Treatment for HIV-positive mothers after the quake a priority in Haiti
Diana Valcarcel, UNICEF
UNICEF correspondent Thomas Nybo reports on the situation facing one of the thousands of pregnant women living with HIV in Haiti after the earthquake.
PORT-AU-PRINCE, Haiti (March 3, 2010) – Jeanne* told her story sitting in a makeshift settlement in Port-au-Prince, the afternoon sun burning through the plastic walls of her tent.
Twenty-eight years old, HIV-positive and six months pregnant, Jeanne was walking home from the market on January 12, the day a powerful earthquake struck Haiti. Her first thought was for her unborn baby, and she broke her finger protecting herself from a falling wall. Jeanne lost almost everything in the earthquake: her father, her partner and her livelihood. But she didn't lose her baby.
"Have you thought about a name?" I asked her.
"No, I can't think. I haven't had the capacity to think after the earthquake. I am disturbed and confused," she said.
Another perilous loss
© UNICEF Haiti/2010/Valcarcel
Jeanne (not her real name) sits with UNICEF HIV/AIDS Specialist Mimi Tribie in a tent for displaced survivors of the earthquake in Port-au-Prince, Haiti.
Crucially, Jeanne also lost her vital anti-retroviral (ARV) treatment when her house was destroyed. Fortunately, some days later, she managed to receive the medication in a clinic. The treatment is given to prevent mother-to-child transmission of HIV. Interruption of ARV therapy has been a concern for many pregnant women living with HIV in Haiti after the earthquake.
Jeanne found out she was HIV-positive in June 2006. She learned about ARV treatment through SEROvie, a non-governmental organization supported by UNICEF, and started receiving treatment in a private clinic, where her confidentiality was ensured.

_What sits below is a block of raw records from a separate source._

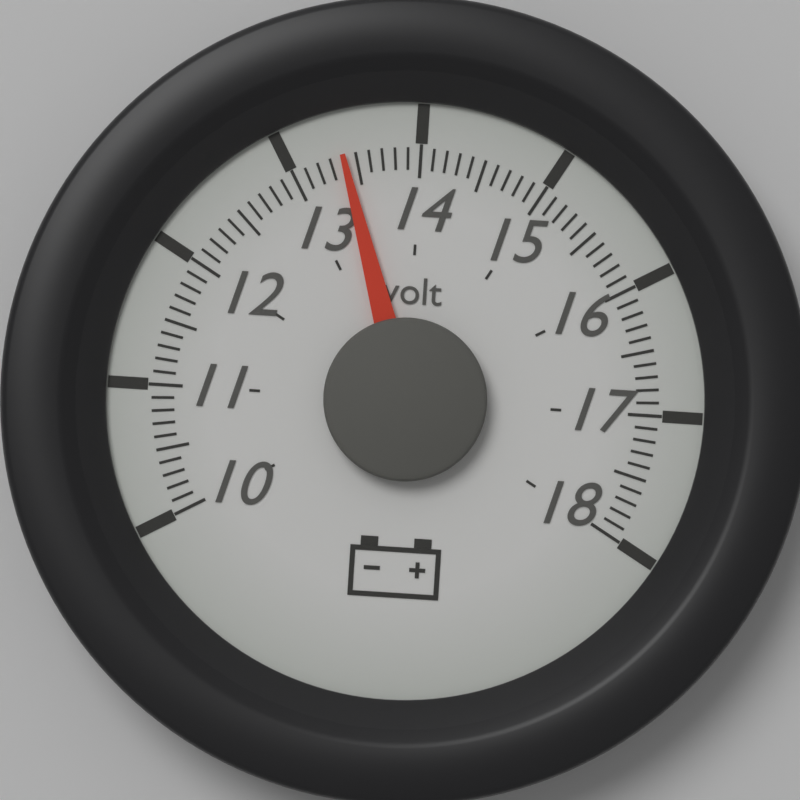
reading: 13.4 volt
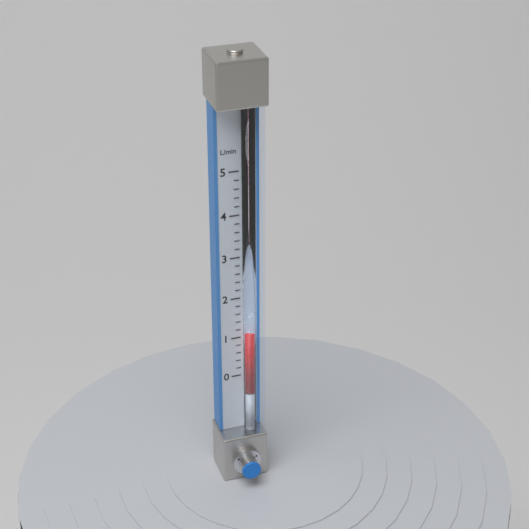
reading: 1.2 L/min
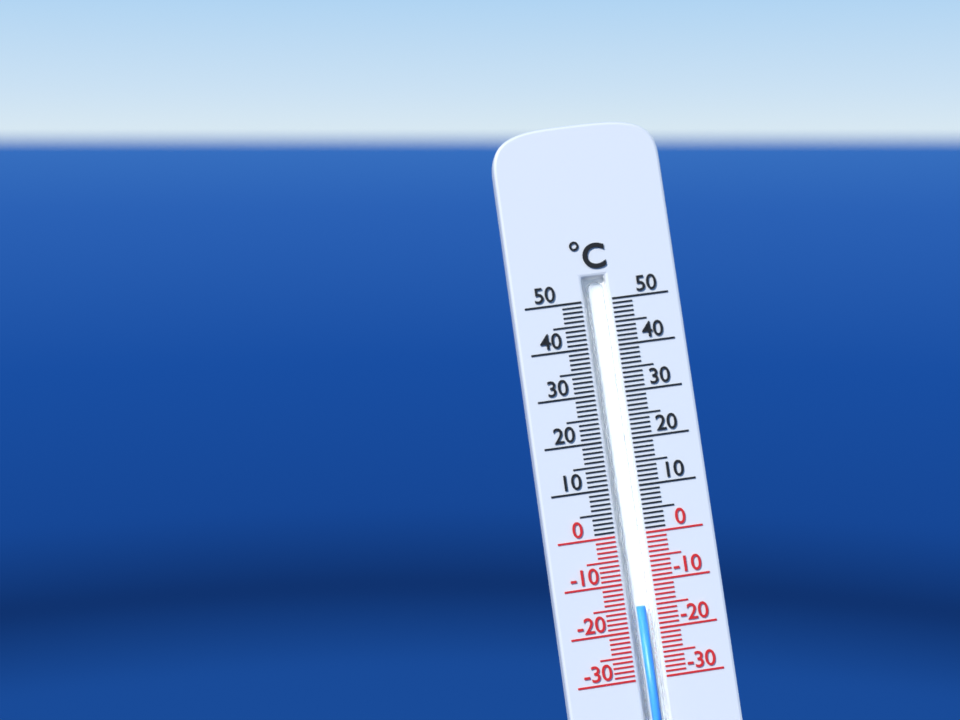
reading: -15 °C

As she has now lost her job, Jeanne can't afford the treatment any longer. She fears going to the Port-au-Prince General Hospital for treatment and exposing her HIV-positive status publicly.
According to Haiti's Ministry of Health, there are 120,000 people living with HIV in the country. Some 63,000 of them are women, 7,000 are pregnant and 8,500 are children. The incidence of HIV among adolescents is alarmingly high—particularly among young girls, who are being infected at twice the rate of boys.

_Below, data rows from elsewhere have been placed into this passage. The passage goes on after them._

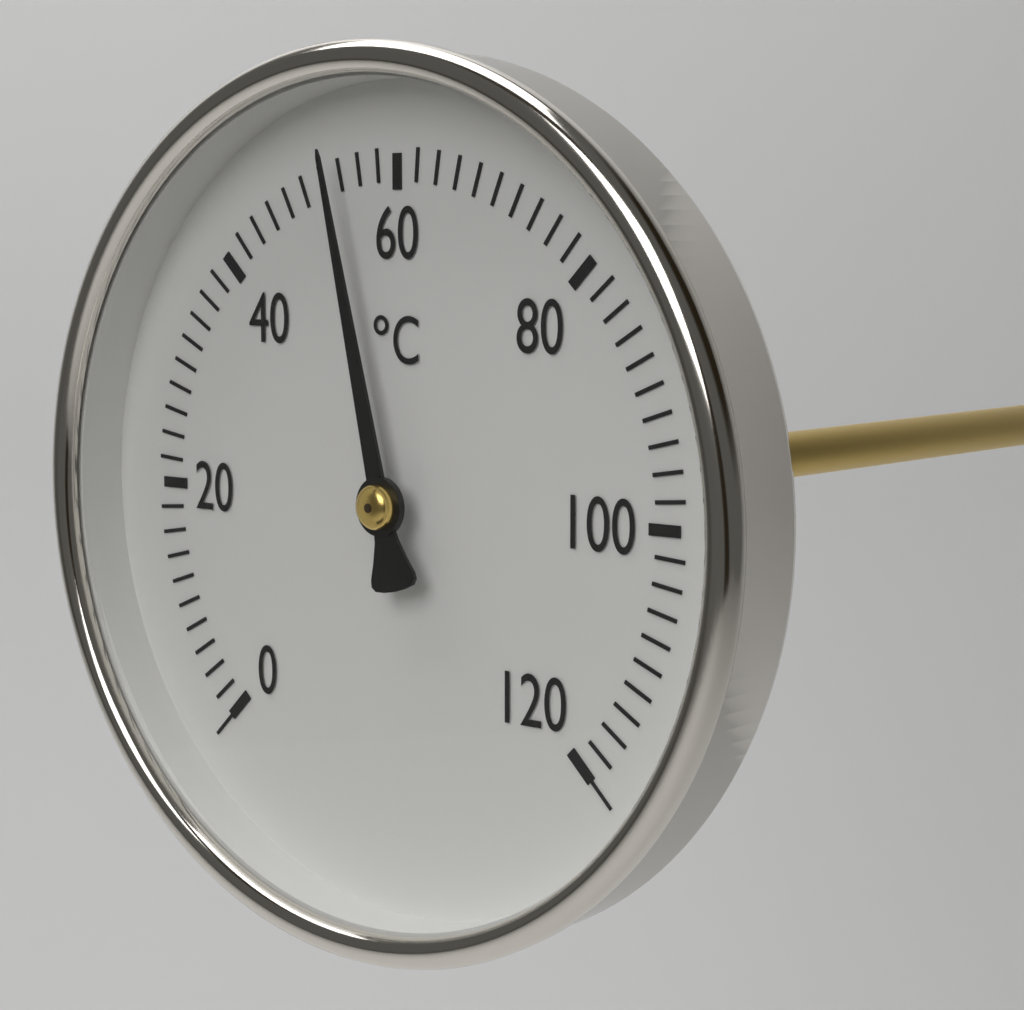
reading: 54 °C
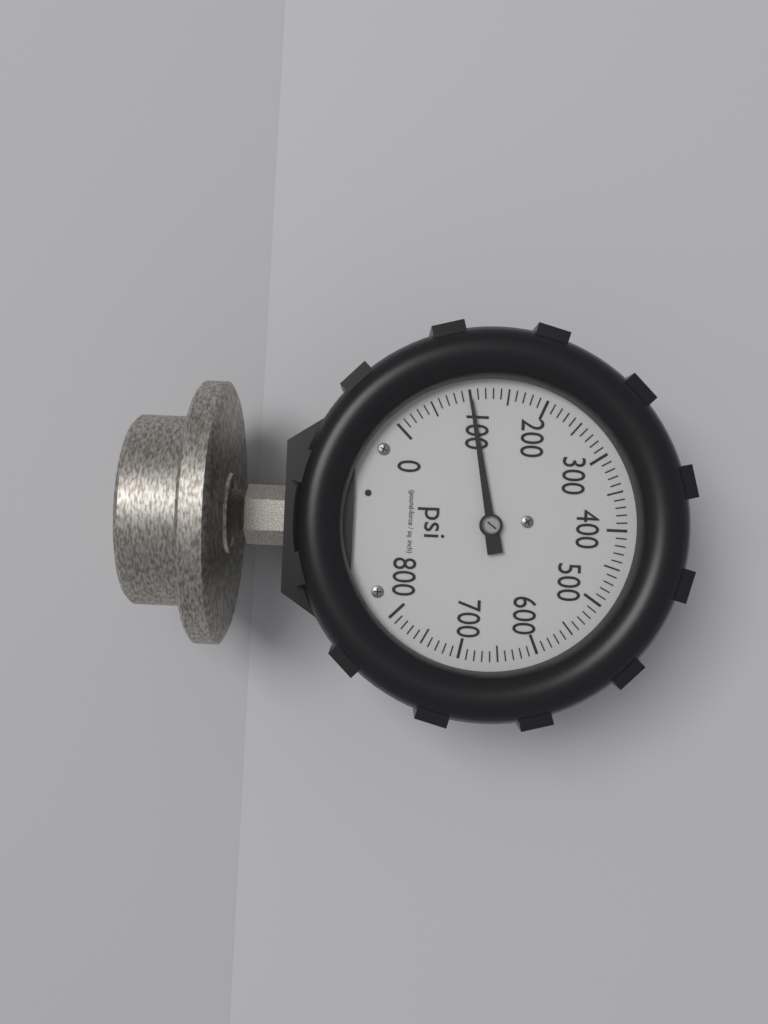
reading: 100 psi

Preventing HIV transmission
© UNICEF Haiti/2010/Valcarcel
UNICEF HIV/AIDS Specialist Mimi Tribie (right) and Diana Valcárcel of UNICEF Spain in one of the tents that are being used as temporary offices for UNICEF in Haiti.
Since 2006, UNICEF, through the NGO Partners in Health, has been supporting a PMTCT (prevention of mother-to-child transmission) program in Haiti's Central Plateau, where over 2,000 women have been treated. The agency also supports a range of services, from infant diagnosis to pediatric and adolescent HIV/AIDS services, at the Gheskio Center, a major outpatient HIV/AIDS clinic in Port-au-Prince.
UNICEF is working to ensure that HIV-positive Haitians keep receiving medical care, and that those taking ARV drugs do not discontinue their treatment. It will continue to support the Ministry of Health in expanding PMTCT services, with a focus on rural areas. And it will remain actively involved in HIV-prevention activities targeting adolescents, in partnership with local NGOs.
For her part Jeanne will give birth in May. For her sake and the sake of that child, she hopes to continue receiving the treatment they so desperately need.